We openly acknowledge the use of information from other sites including Wikipedia, artbiogs.co.uk and Tate.org and other public domains. We are grateful for the use of this information and we openly invite any comments on how to improve the accuracy of what we have posted.
A reclusive figure whose work has remained largely unseen, Finney studied under Eric Gill before winning a scholarship to the Royal College of Art in the early 1920’s; his closest friends there were Charles Mahoney,(1903-1968), Gerald Ososki (1903-1981) and Barnett Freedman (1901-1958). Finney had the good fortune to attend the RCA as part of a golden generation, many of whom went on to become some of Britain’s best loved artists (amongst them Ravilious, Bawden, Hepworth, Moore, Dunbar, Sorrell, and Piper). After a travelling scholarship to Rome, in 1929, Finney returned to become a teacher at Chelsea School of Art – working alongside Henry Moore who was in charge of the Sculpture Department and Graham Sutherland, the Department of Design.

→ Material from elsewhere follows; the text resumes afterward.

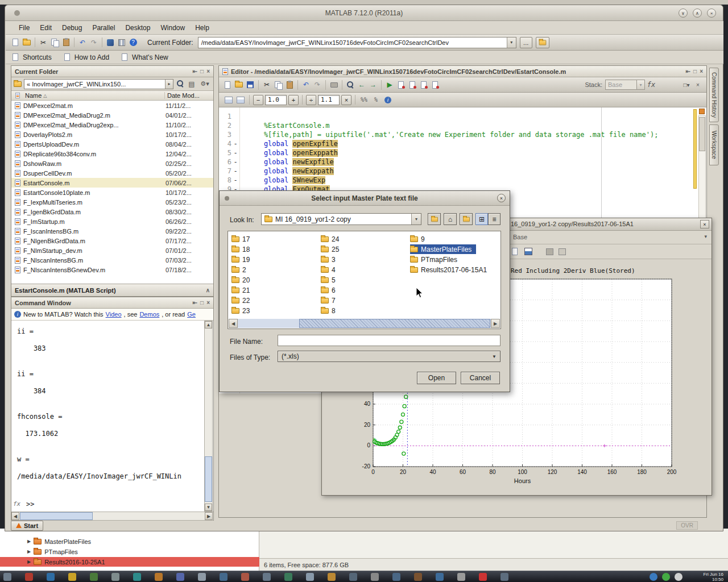  Describe the element at coordinates (651, 85) in the screenshot. I see `fx-icon: fx` at that location.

From 1927-1934 he exhibited at the NEAC. In 1935 his painting Mother and Child was acquired by Carlisle Art Gallery. During WW2 Finney worked for the light rescue service of the Civil Defense.

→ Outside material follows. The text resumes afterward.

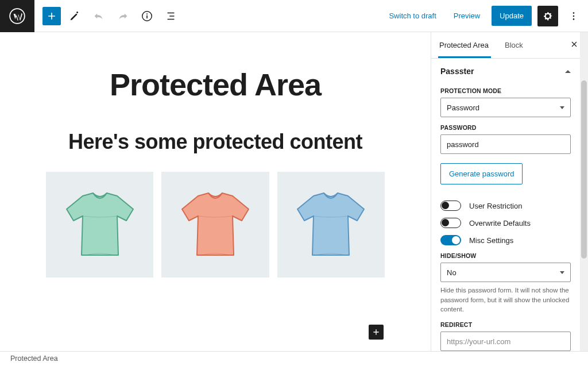  What do you see at coordinates (294, 16) in the screenshot?
I see `editor-topbar: Switch to draft Preview Update` at bounding box center [294, 16].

After the war he taught part time under Anthony Betts at Reading University and was in charge of life drawing there when he retired in 1970. Although he was reluctant to show his work he did exhibit at the RA Summer exhibition (in 1950 and 1954) and the Portrait Society and at The Paris Salon. A large solo exhibition took place at the University of Oxford’s Institute of Education in 1964, and at The Lightbox, Woking, in 2022.
We are grateful to Nicholas Finney and David Buckman for assistance.